Spanish [es] · English [en] · EPUB · 0.3MB · 2002 · 📕 Book (fiction) · 🚀/lgli/zlib · Save
description
A tale of marital intrigue. The protagonist is a woman photographer sent to investigate an old murder on an island. She takes along her husband, the husband's brother and the brother's girlfriend. Problems arise when the husband develops an interest in the other woman. By the author of Resistance.
Alternative filename
zlib/no-category/Anita Shreve/El Peso Del Agua_21676756.epub
<p><P>Journeying to Smuttynose Island, off the coast of New Hampshire, to shoot a photo essay about a century-old double murder, a photographer becomes absorbed by the crime and increasingly obsessed with jealousy over the idea that her husband is having an affair.</p><h3>Publishers Weekly</h3><p>In 1873, two women living on the Isles of Shoals, a lonely, windswept group of islands off the coast of New Hampshire, were brutally murdered. A third woman survived, cowering in a sea cave until dawn. More than a century later, Jean, a magazine photographer working on a photoessay about the murders, returns to the Isles with her husband, Thomas, and their five-year-old daughter, Billie, aboard a boat skippered by her brother-in-law, Rich, who has brought along his girlfriend, Adaline. As Jean becomes immersed in the details of the 19th-century murders, Thomas and Adaline find themselves drawn together-with potentially ruinous consequences. Shreve (<i>Where or When</i>; <i>Resistance</i>) perfectly captures the ubiquitous dampness of life on a sailboat, deftly evoking the way in which the weather comes to dictate all actions for those at sea. With the skill of a master shipbuilder, Shreve carefully fits her two stories together, tacking back and forth between the increasingly twisted murder mystery and the escalating tensions unleashed by the threat of a dangerous shipboard romance. Written with assurance and grace, plangent with foreboding and a taut sense of inexorability, <i>The Weight of Water</i> is a powerfully compelling tale of passion, a provocative and disturbing meditation on the nature of love.</p>
Alternative description
On a small island off the New Hampshire coast in 1873, two women were brutally murdered by an unknown assailant. A third woman survived the attack, hiding in a sea cave until dawn. More than a century later, a photographer, Jean, comes to the island to shoot a photo-essay about the legendary crime. Immersing herself in accounts of the lives of the fishermen's wives who were its victims, she becomes obsessed with the barrenness of these women's days: the ardor-killing labor, the long stretches of loneliness, the maddening relentless winds that threatened to scour them off the rocky island. How could a marriage survive those privations? Was this misery connected to the killings? Jean's marriage is enduring heavy weather of its own. On the boat she has chartered for this project, she and her husband are falling apart. Their nights are full of drink and terrible silences, and Jean feels jealousy and distrust invading her life and her work. The forces that blasted the island a century earlier come alive inside Jean, bringing her to the verge of actions she never dreamed herself capable of - with no idea whether her choices will destroy all she has ever valued or bring her safely home.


- _Exercise_
List all lines of the data that include the string "subtitle".

(Figure collection entries)
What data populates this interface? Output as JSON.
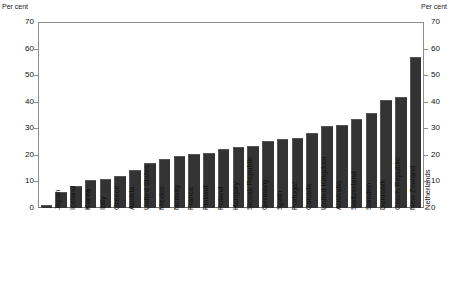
{
  "axis": {
    "unit_label_left": "Per cent",
    "unit_label_right": "Per cent",
    "ticks": [
      "0",
      "10",
      "20",
      "30",
      "40",
      "50",
      "60",
      "70"
    ]
  },
  "chart_data": {
    "type": "bar",
    "title": "",
    "subtitle": "",
    "xlabel": "",
    "ylabel": "Per cent",
    "ylim": [
      0,
      70
    ],
    "ytick_values": [
      0,
      10,
      20,
      30,
      40,
      50,
      60,
      70
    ],
    "grid": false,
    "legend": null,
    "orientation": "vertical",
    "bar_color": "#333333",
    "highlight_category": "Korea",
    "categories": [
      "Japan",
      "Iceland",
      "Korea",
      "Italy",
      "Greece",
      "Austria",
      "United States",
      "Mexico",
      "Norway",
      "France",
      "Finland",
      "Poland",
      "Hungary",
      "Slovak Republic",
      "Germany",
      "Spain",
      "Portugal",
      "Canada",
      "United Kingdom",
      "Australia",
      "Switzerland",
      "Sweden",
      "Denmark",
      "Czech Republic",
      "New Zealand",
      "Netherlands"
    ],
    "values": [
      1,
      6,
      8.5,
      10.5,
      11,
      12,
      14.5,
      17,
      18.5,
      19.5,
      20.5,
      21,
      22.5,
      23,
      23.5,
      25.5,
      26,
      26.5,
      28.5,
      31,
      31.5,
      33.5,
      36,
      41,
      42,
      57
    ],
    "values_note": "",
    "series": [
      {
        "name": "Share",
        "values": [
          1,
          6,
          8.5,
          10.5,
          11,
          12,
          14.5,
          17,
          18.5,
          19.5,
          20.5,
          21,
          22.5,
          23,
          23.5,
          25.5,
          26,
          26.5,
          28.5,
          31,
          31.5,
          33.5,
          36,
          41,
          42,
          57
        ]
      }
    ]
  }
}
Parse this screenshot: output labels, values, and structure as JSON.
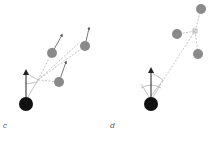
{
  "panels": [
    {
      "label": "c",
      "description": "agent with heading arrow, averaging direction toward three moving neighbors"
    },
    {
      "label": "d",
      "description": "agent with field of view turning toward centroid of three neighbors"
    }
  ],
  "colors": {
    "agent": "#111111",
    "neighbor": "#8a8a8a",
    "dashed": "#b0b0b0",
    "arrow": "#333333"
  }
}
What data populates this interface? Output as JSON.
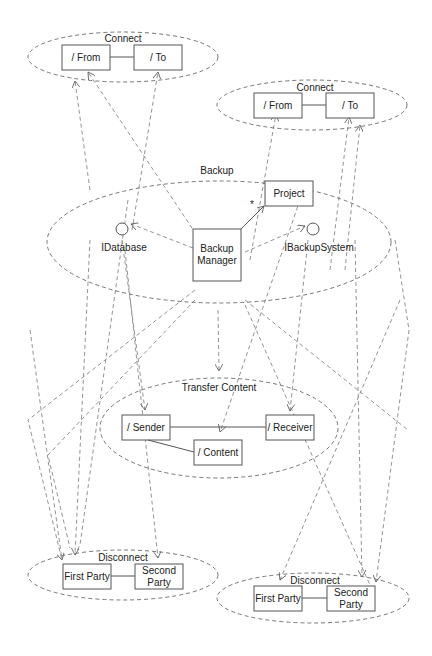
{
  "diagram": {
    "type": "UML collaboration diagram",
    "collaborations": {
      "connect_left": {
        "label": "Connect",
        "roles": [
          "/ From",
          "/ To"
        ]
      },
      "connect_right": {
        "label": "Connect",
        "roles": [
          "/ From",
          "/ To"
        ]
      },
      "backup": {
        "label": "Backup",
        "parts": [
          "Backup\nManager",
          "Project"
        ],
        "backup_manager_line1": "Backup",
        "backup_manager_line2": "Manager",
        "project": "Project",
        "multiplicity": "*",
        "interfaces": [
          "IDatabase",
          "IBackupSystem"
        ]
      },
      "transfer_content": {
        "label": "Transfer Content",
        "roles": [
          "/ Sender",
          "/ Receiver",
          "/ Content"
        ]
      },
      "disconnect_left": {
        "label": "Disconnect",
        "roles": [
          "First Party",
          "Second Party"
        ],
        "second_line1": "Second",
        "second_line2": "Party"
      },
      "disconnect_right": {
        "label": "Disconnect",
        "roles": [
          "First Party",
          "Second Party"
        ],
        "second_line1": "Second",
        "second_line2": "Party"
      }
    },
    "colors": {
      "stroke": "#555555",
      "dashed": "#777777",
      "background": "#ffffff"
    }
  }
}
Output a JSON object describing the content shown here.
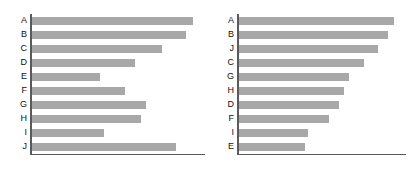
{
  "figure": {
    "background_color": "#ffffff",
    "bar_color": "#a8a8a8",
    "axis_color": "#5a5a5a",
    "label_color": "#111111",
    "panel_count": 2
  },
  "chart_data": [
    {
      "type": "bar",
      "orientation": "horizontal",
      "title": "",
      "subtitle": "",
      "xlabel": "",
      "ylabel": "",
      "legend": [],
      "legend_position": "none",
      "grid": false,
      "sorted": false,
      "sort_order": "category",
      "categories": [
        "A",
        "B",
        "C",
        "D",
        "E",
        "F",
        "G",
        "H",
        "I",
        "J"
      ],
      "values": [
        92.0,
        88.0,
        74.0,
        59.0,
        39.0,
        53.0,
        65.0,
        62.0,
        41.0,
        82.0
      ],
      "xlim": [
        0,
        100
      ],
      "ylim": [
        0,
        10
      ],
      "tick_labels_x": [],
      "tick_labels_y": [
        "A",
        "B",
        "C",
        "D",
        "E",
        "F",
        "G",
        "H",
        "I",
        "J"
      ],
      "annotations": []
    },
    {
      "type": "bar",
      "orientation": "horizontal",
      "title": "",
      "subtitle": "",
      "xlabel": "",
      "ylabel": "",
      "legend": [],
      "legend_position": "none",
      "grid": false,
      "sorted": true,
      "sort_order": "descending",
      "categories": [
        "A",
        "B",
        "J",
        "C",
        "G",
        "H",
        "D",
        "F",
        "I",
        "E"
      ],
      "values": [
        92.0,
        88.0,
        82.0,
        74.0,
        65.0,
        62.0,
        59.0,
        53.0,
        41.0,
        39.0
      ],
      "xlim": [
        0,
        100
      ],
      "ylim": [
        0,
        10
      ],
      "tick_labels_x": [],
      "tick_labels_y": [
        "A",
        "B",
        "J",
        "C",
        "G",
        "H",
        "D",
        "F",
        "I",
        "E"
      ],
      "annotations": []
    }
  ]
}
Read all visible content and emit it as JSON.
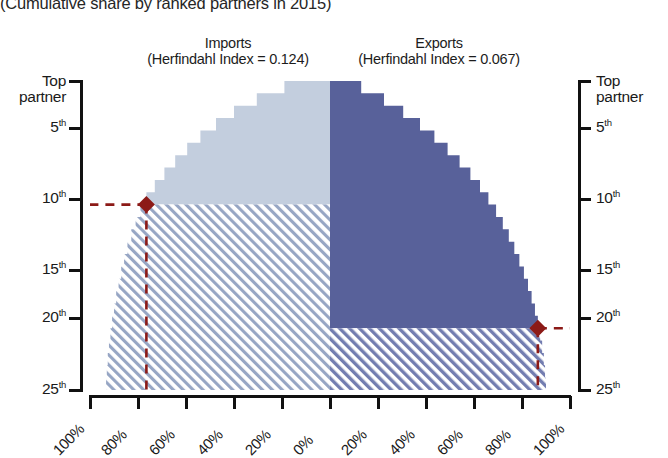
{
  "subtitle": "(Cumulative share by ranked partners in 2015)",
  "panels": {
    "imports": {
      "title": "Imports",
      "index_label": "(Herfindahl Index = 0.124)"
    },
    "exports": {
      "title": "Exports",
      "index_label": "(Herfindahl Index = 0.067)"
    }
  },
  "axes": {
    "y_left_title": "Top\npartner",
    "y_right_title": "Top\npartner",
    "y_ticks": [
      {
        "label": "Top partner",
        "value": 1
      },
      {
        "label": "5",
        "sup": "th",
        "value": 5
      },
      {
        "label": "10",
        "sup": "th",
        "value": 10
      },
      {
        "label": "15",
        "sup": "th",
        "value": 15
      },
      {
        "label": "20",
        "sup": "th",
        "value": 20
      },
      {
        "label": "25",
        "sup": "th",
        "value": 25
      }
    ],
    "x_ticks": [
      "100%",
      "80%",
      "60%",
      "40%",
      "20%",
      "0%",
      "20%",
      "40%",
      "60%",
      "80%",
      "100%"
    ]
  },
  "colors": {
    "imports_fill": "#c3cede",
    "imports_hatch": "#7d8fb3",
    "exports_fill": "#58619a",
    "exports_hatch": "#6b74a6",
    "marker": "#8c1a17",
    "axis": "#111111"
  },
  "annotations": {
    "imports_marker": {
      "rank": 10,
      "share_pct": 80,
      "label": "10th partner ~80%"
    },
    "exports_marker": {
      "rank": 20,
      "share_pct": 80,
      "label": "20th partner ~80%"
    }
  },
  "chart_data": {
    "type": "area",
    "subtitle": "(Cumulative share by ranked partners in 2015)",
    "xlabel": "",
    "ylabel": "Partner rank",
    "orientation": "horizontal-mirrored",
    "grid": false,
    "legend": "none",
    "xlim_left": [
      100,
      0
    ],
    "xlim_right": [
      0,
      100
    ],
    "ylim": [
      1,
      25
    ],
    "y_categories": [
      1,
      2,
      3,
      4,
      5,
      6,
      7,
      8,
      9,
      10,
      11,
      12,
      13,
      14,
      15,
      16,
      17,
      18,
      19,
      20,
      21,
      22,
      23,
      24,
      25
    ],
    "series": [
      {
        "name": "Imports",
        "herfindahl_index": 0.124,
        "direction": "left",
        "cumulative_share_pct": [
          19.0,
          30.5,
          40.0,
          47.5,
          54.0,
          59.5,
          64.5,
          69.0,
          73.0,
          76.5,
          79.0,
          81.0,
          82.8,
          84.4,
          85.8,
          87.0,
          88.1,
          89.1,
          90.0,
          90.8,
          91.5,
          92.1,
          92.6,
          93.0,
          93.3
        ],
        "highlight_rank": 10,
        "highlight_share_pct": 76.5
      },
      {
        "name": "Exports",
        "herfindahl_index": 0.067,
        "direction": "right",
        "cumulative_share_pct": [
          13.0,
          22.5,
          30.5,
          37.5,
          43.5,
          49.0,
          54.0,
          58.5,
          62.5,
          66.0,
          69.2,
          72.0,
          74.5,
          76.8,
          78.9,
          80.8,
          82.5,
          84.0,
          85.4,
          86.6,
          87.6,
          88.4,
          89.1,
          89.6,
          90.0
        ],
        "highlight_rank": 20,
        "highlight_share_pct": 86.6
      }
    ]
  }
}
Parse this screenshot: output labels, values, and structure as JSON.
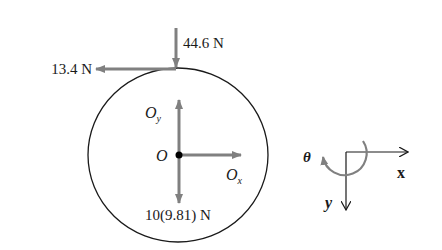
{
  "diagram": {
    "type": "free-body-diagram",
    "body": "disk",
    "colors": {
      "force_arrow": "#808080",
      "outline": "#1a1a1a",
      "background": "#ffffff"
    },
    "forces": {
      "vertical_top": {
        "label": "44.6 N",
        "direction": "down"
      },
      "horizontal_top": {
        "label": "13.4 N",
        "direction": "left"
      },
      "weight": {
        "label": "10(9.81) N",
        "direction": "down"
      },
      "reaction_y": {
        "label_main": "O",
        "label_sub": "y",
        "direction": "up"
      },
      "reaction_x": {
        "label_main": "O",
        "label_sub": "x",
        "direction": "right"
      }
    },
    "pin": {
      "label": "O"
    },
    "coordinate_frame": {
      "x_label": "x",
      "y_label": "y",
      "rotation_label": "θ"
    }
  }
}
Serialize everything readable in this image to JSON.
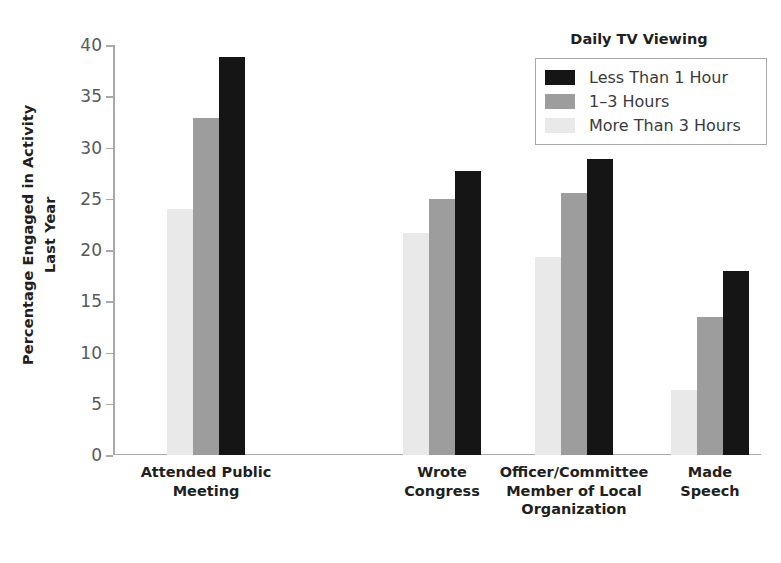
{
  "chart_data": {
    "type": "bar",
    "title": "",
    "xlabel": "",
    "ylabel": "Percentage Engaged in Activity Last Year",
    "ylabel_lines": [
      "Percentage Engaged in Activity",
      "Last Year"
    ],
    "ylim": [
      0,
      40
    ],
    "ytick_step": 5,
    "yticks": [
      0,
      5,
      10,
      15,
      20,
      25,
      30,
      35,
      40
    ],
    "ytick_labels": [
      "0",
      "5",
      "10",
      "15",
      "20",
      "25",
      "30",
      "35",
      "40"
    ],
    "grid": false,
    "legend_title": "Daily TV Viewing",
    "legend_position": "top-right",
    "categories": [
      "Attended Public\nMeeting",
      "Wrote\nCongress",
      "Officer/Committee\nMember of Local\nOrganization",
      "Made\nSpeech"
    ],
    "category_labels_flat": [
      "Attended Public Meeting",
      "Wrote Congress",
      "Officer/Committee Member of Local Organization",
      "Made Speech"
    ],
    "series": [
      {
        "name": "More Than 3 Hours",
        "color": "#e9e9e9",
        "draw_order": 0,
        "values": [
          24.0,
          21.7,
          19.3,
          6.3
        ]
      },
      {
        "name": "1–3 Hours",
        "color": "#9d9d9d",
        "draw_order": 1,
        "values": [
          32.9,
          25.0,
          25.6,
          13.5
        ]
      },
      {
        "name": "Less Than 1 Hour",
        "color": "#151515",
        "draw_order": 2,
        "values": [
          38.8,
          27.7,
          28.9,
          18.0
        ]
      }
    ],
    "legend_entries": [
      {
        "label": "Less Than 1 Hour",
        "color": "#151515"
      },
      {
        "label": "1–3 Hours",
        "color": "#9d9d9d"
      },
      {
        "label": "More Than 3 Hours",
        "color": "#e9e9e9"
      }
    ]
  },
  "colors": {
    "axis": "#a7a9ac",
    "tick_text": "#58595b",
    "label_text": "#231f20",
    "legend_border": "#a7a9ac",
    "background": "#ffffff"
  }
}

- _Answer to the problem_
    "subtitle": "",
      "subtitle": "",
      "subtitle": "",
  "subtitle": "(Cumulative share by ranked partners in 2015)",
    "subtitle": "(Cumulative share by ranked partners in 2015)",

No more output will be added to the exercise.